Chandigarh: Senior Congress leaders in Punjab have assailed their former colleague Sunil Jakhar, who is now in the BJP, for his barb against former chief minister Charanjit Singh Channi and current Punjab Congress president Amarinder Singh Raja Warring, in the backdrop of party leader Ghulam Nabi Azad’s resignation from the party.
Interacting with the media, former Punjab Congress president Jakhar, who had himself left the in May to join BJP, had on Friday said what Azad’s resignation signified was that Congress had it coming.
``They perpetuated this situation. It was writing on the wall which they chose to ignore - whether it was Jyotiraditya Scindia, R P N Singh, Jitin Prasada and now Azad sa'ab’’, he was quoted as saying in the media reports.
When asked about the Congress party in Punjab, Jakhar went on to say that even in the state body nobody in Congress had accepted Charanjit Singh Channi as the chief minister when he was appointed and now nobody accepted Raja Warring as the state Congress president.
However, defending state party leadership, the Congress leaders on the other hand, tore into Jakhar, maintaining that Jakhar who had betrayed the Congress, should not have commented on the Congress, as he had no moral right to comment on the working of other parties.
The senior Congress leaders who signed this statement included Sukhjinder Singh Randhawa, Brahm Mohindra, Tripat Rajinder Singh Bajwa, Rana Gurjeet Singh, Sukh Sarkaria, Aruna Chaudhary, Raj Kumar Chabbewal, Pargat Singh, Capt Sandeep Sandhu and Angad Singh Saini among others.
They held that each leader and worker accepted and respected Channi as the CM and that he (Jakhar) was the only exception who did not accept him as the CM as he was sulking since his ambition of becoming the CM, despite having lost assembly and parliamentary elections, was not fulfilled. They asked Jakhar to focus on his new party rather than poking his nose into the working of the Congress.
It is pertinent to mention here that one of the main reasons for Congress to face a drubbing in the state assembly elections in February this year, was the bitter bickering and bad blood in the party which led to the unceremonious exit of the then chief minister Capt Amarinder Singh and also rebellion by more than a dozen senior party leaders. The Aam Aadmi Party (AAP) thus won 92 seats out of the total 117 while the Congress finished with just 18 seats. While Shiromani Akali Dal (SAD) won three seats and its ally BSP, one, the BJP won two seats and there is one independent MLA who could make it to the state assembly.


> **Work to complete**: Find and copy the lines in the records beneath this task that contain the word "swatch".

[Collected data entries]
┄┄┄┄┄┄┄┄┄┄┄┄┄┄┄┄┄┄┄┄
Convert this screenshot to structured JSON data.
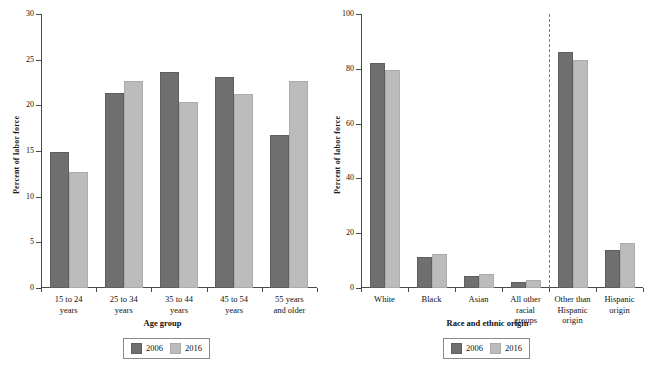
{
  "chart_data": [
    {
      "id": "age-group-chart",
      "type": "bar",
      "title": "",
      "xlabel": "Age group",
      "ylabel": "Percent of labor force",
      "ylim": [
        0,
        30
      ],
      "yticks": [
        0,
        5,
        10,
        15,
        20,
        25,
        30
      ],
      "grid": false,
      "legend_position": "bottom",
      "categories": [
        "15 to 24\nyears",
        "25 to 34\nyears",
        "35 to 44\nyears",
        "45 to 54\nyears",
        "55 years\nand older"
      ],
      "series": [
        {
          "name": "2006",
          "color": "#6f6f6f",
          "values": [
            14.9,
            21.4,
            23.6,
            23.1,
            16.8
          ]
        },
        {
          "name": "2016",
          "color": "#bcbcbc",
          "values": [
            12.7,
            22.7,
            20.4,
            21.2,
            22.7
          ]
        }
      ]
    },
    {
      "id": "race-ethnic-origin-chart",
      "type": "bar",
      "title": "",
      "xlabel": "Race and ethnic origin",
      "ylabel": "Percent of labor force",
      "ylim": [
        0,
        100
      ],
      "yticks": [
        0,
        20,
        40,
        60,
        80,
        100
      ],
      "grid": false,
      "legend_position": "bottom",
      "divider_after_category_index": 3,
      "categories": [
        "White",
        "Black",
        "Asian",
        "All other\nracial\ngroups",
        "Other than\nHispanic\norigin",
        "Hispanic\norigin"
      ],
      "series": [
        {
          "name": "2006",
          "color": "#6f6f6f",
          "values": [
            82.0,
            11.5,
            4.3,
            2.2,
            86.1,
            13.8
          ]
        },
        {
          "name": "2016",
          "color": "#bcbcbc",
          "values": [
            79.5,
            12.5,
            5.0,
            2.8,
            83.3,
            16.4
          ]
        }
      ]
    }
  ],
  "legend": {
    "items": [
      {
        "label": "2006",
        "swatch": "series-2006-swatch"
      },
      {
        "label": "2016",
        "swatch": "series-2016-swatch"
      }
    ]
  }
}
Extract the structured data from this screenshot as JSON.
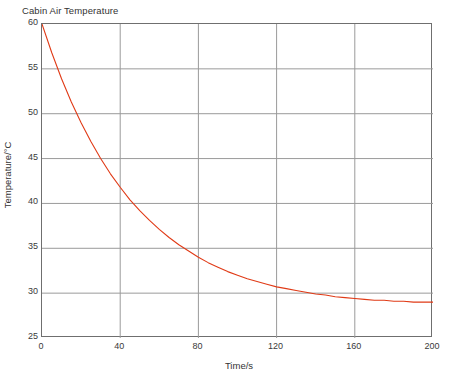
{
  "chart_data": {
    "type": "line",
    "title": "Cabin Air Temperature",
    "xlabel": "Time/s",
    "ylabel": "Temperature/°C",
    "xlim": [
      0,
      200
    ],
    "ylim": [
      25,
      60
    ],
    "xticks": [
      "0",
      "40",
      "80",
      "120",
      "160",
      "200"
    ],
    "xtick_values": [
      0,
      40,
      80,
      120,
      160,
      200
    ],
    "yticks": [
      "25",
      "30",
      "35",
      "40",
      "45",
      "50",
      "55",
      "60"
    ],
    "ytick_values": [
      25,
      30,
      35,
      40,
      45,
      50,
      55,
      60
    ],
    "grid": true,
    "legend": "none",
    "series": [
      {
        "name": "Cabin Air Temperature",
        "color": "#e03a16",
        "x": [
          0,
          5,
          10,
          15,
          20,
          25,
          30,
          35,
          40,
          45,
          50,
          55,
          60,
          65,
          70,
          75,
          80,
          85,
          90,
          95,
          100,
          105,
          110,
          115,
          120,
          125,
          130,
          135,
          140,
          145,
          150,
          155,
          160,
          165,
          170,
          175,
          180,
          185,
          190,
          195,
          200
        ],
        "values": [
          60.0,
          56.8,
          53.9,
          51.3,
          49.0,
          46.9,
          45.0,
          43.3,
          41.8,
          40.4,
          39.2,
          38.1,
          37.1,
          36.2,
          35.4,
          34.7,
          34.0,
          33.4,
          32.9,
          32.4,
          32.0,
          31.6,
          31.3,
          31.0,
          30.7,
          30.5,
          30.3,
          30.1,
          29.9,
          29.8,
          29.6,
          29.5,
          29.4,
          29.3,
          29.2,
          29.2,
          29.1,
          29.1,
          29.0,
          29.0,
          29.0
        ]
      }
    ]
  },
  "style": {
    "curve_color": "#e03a16",
    "grid_color": "#9a9a9a",
    "frame_color": "#6f6f6f",
    "text_color": "#333333",
    "background": "#ffffff"
  }
}
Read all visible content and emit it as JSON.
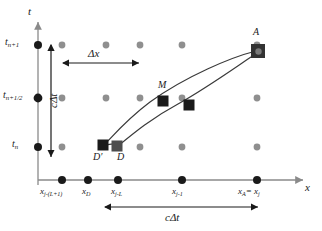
{
  "figure": {
    "kind": "space-time-characteristics-diagram",
    "axes": {
      "y_axis_label": "t",
      "x_axis_label": "x",
      "y_ticks": [
        {
          "id": "t_n",
          "base": "t",
          "sub": "n",
          "y": 158
        },
        {
          "id": "t_n_half",
          "base": "t",
          "sub": "n+1/2",
          "y": 98
        },
        {
          "id": "t_n_plus_1",
          "base": "t",
          "sub": "n+1",
          "y": 45
        }
      ],
      "x_ticks": [
        {
          "id": "x_j_L_1",
          "base": "x",
          "sub": "j-(L+1)",
          "x": 62
        },
        {
          "id": "x_D",
          "base": "x",
          "sub": "D",
          "x": 106
        },
        {
          "id": "x_j_L",
          "base": "x",
          "sub": "j-L",
          "x": 140
        },
        {
          "id": "x_j_1",
          "base": "x",
          "sub": "j-1",
          "x": 209
        },
        {
          "id": "x_A_j",
          "base": "x",
          "sub": "A",
          "eq": "= x",
          "sub2": "j",
          "x": 257
        }
      ]
    },
    "annotations": {
      "delta_x": "Δx",
      "c_delta_t_vertical": "cΔt",
      "c_delta_t_horizontal": "cΔt"
    },
    "points": [
      {
        "id": "D_prime",
        "label": "D′",
        "x": 103,
        "y": 145,
        "marker": "black-square"
      },
      {
        "id": "D",
        "label": "D",
        "x": 117,
        "y": 146,
        "marker": "gray-square"
      },
      {
        "id": "M",
        "label": "M",
        "x": 163,
        "y": 101,
        "marker": "black-square"
      },
      {
        "id": "A",
        "label": "A",
        "x": 258,
        "y": 51,
        "marker": "dark-square-dot"
      }
    ],
    "colors": {
      "axis": "#8a8a8a",
      "grid_dot": "#8f8f8f",
      "axis_dot": "#1a1a1a",
      "marker_black": "#1a1a1a",
      "marker_gray": "#4d4d4d",
      "characteristic_line": "#3a3a3a",
      "arrow": "#1a1a1a"
    },
    "grid": {
      "columns_x": [
        62,
        106,
        140,
        209,
        257,
        290
      ],
      "rows_y": [
        45,
        98,
        158
      ],
      "axis_row_y": 180
    }
  }
}
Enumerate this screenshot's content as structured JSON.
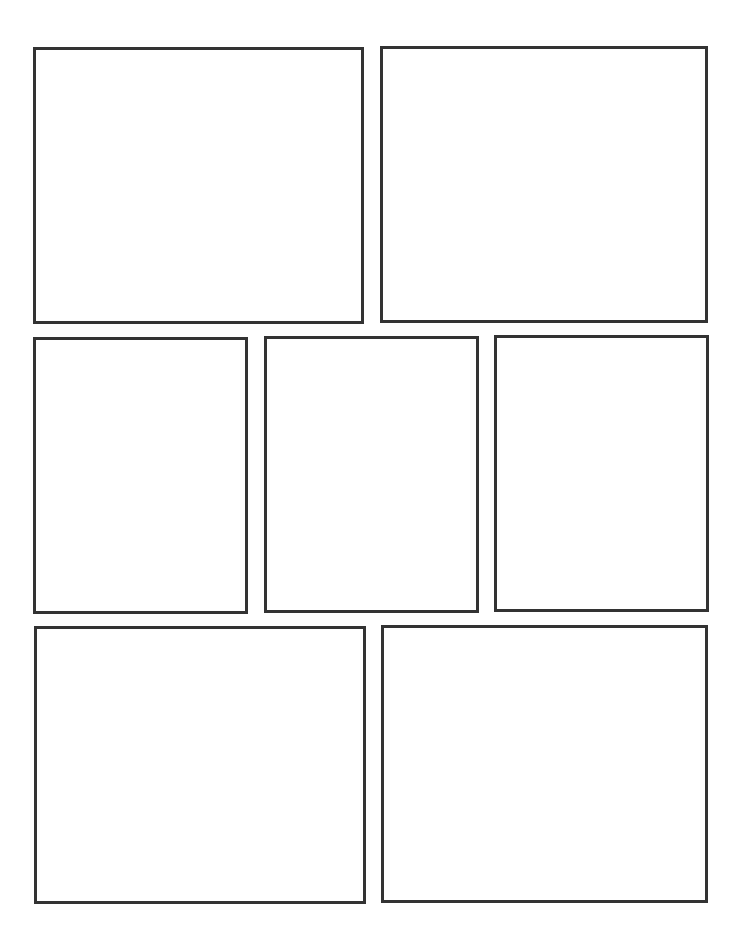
{
  "page": {
    "type": "comic-page-template",
    "background_color": "#ffffff",
    "border_color": "#333333",
    "rows": 3,
    "panel_count": 7
  },
  "panels": [
    {
      "id": 1,
      "row": 1,
      "content": ""
    },
    {
      "id": 2,
      "row": 1,
      "content": ""
    },
    {
      "id": 3,
      "row": 2,
      "content": ""
    },
    {
      "id": 4,
      "row": 2,
      "content": ""
    },
    {
      "id": 5,
      "row": 2,
      "content": ""
    },
    {
      "id": 6,
      "row": 3,
      "content": ""
    },
    {
      "id": 7,
      "row": 3,
      "content": ""
    }
  ]
}
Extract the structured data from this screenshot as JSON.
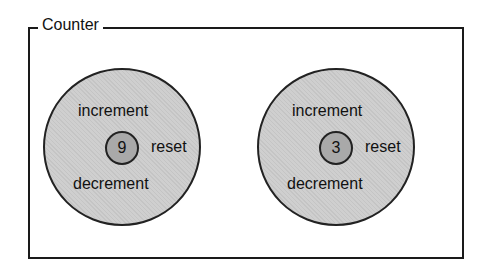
{
  "group": {
    "title": "Counter"
  },
  "counters": [
    {
      "value": "9",
      "increment_label": "increment",
      "decrement_label": "decrement",
      "reset_label": "reset"
    },
    {
      "value": "3",
      "increment_label": "increment",
      "decrement_label": "decrement",
      "reset_label": "reset"
    }
  ],
  "colors": {
    "outer_fill": "#cfcfcf",
    "inner_fill": "#a9a9a9",
    "stroke": "#222222"
  }
}
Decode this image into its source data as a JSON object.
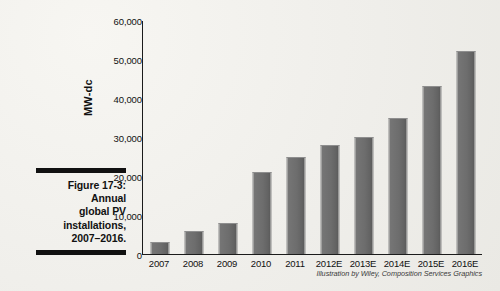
{
  "caption": {
    "lines": [
      "Figure 17-3:",
      "Annual",
      "global PV",
      "installations,",
      "2007–2016."
    ]
  },
  "credit": "Illustration by Wiley, Composition Services Graphics",
  "colors": {
    "bar_fill": "#6d6d6d",
    "bar_edge": "#8e8e8e",
    "axis": "#1b1b1b",
    "page_background": "#f0efeb",
    "text": "#111111"
  },
  "chart_data": {
    "type": "bar",
    "title": "",
    "xlabel": "",
    "ylabel": "MW-dc",
    "categories": [
      "2007",
      "2008",
      "2009",
      "2010",
      "2011",
      "2012E",
      "2013E",
      "2014E",
      "2015E",
      "2016E"
    ],
    "values": [
      3000,
      6000,
      8000,
      21000,
      25000,
      28000,
      30000,
      35000,
      43000,
      52000
    ],
    "ylim": [
      0,
      60000
    ],
    "yticks": [
      0,
      10000,
      20000,
      30000,
      40000,
      50000,
      60000
    ],
    "ytick_labels": [
      "0",
      "10,000",
      "20,000",
      "30,000",
      "40,000",
      "50,000",
      "60,000"
    ],
    "grid": false,
    "legend": false
  }
}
┄┄┄┄┄┄┄┄┄┄┄┄┄┄┄┄┄┄┄┄
> **Reply**:
        "swatch": "series-2006-swatch"
        "swatch": "series-2016-swatch"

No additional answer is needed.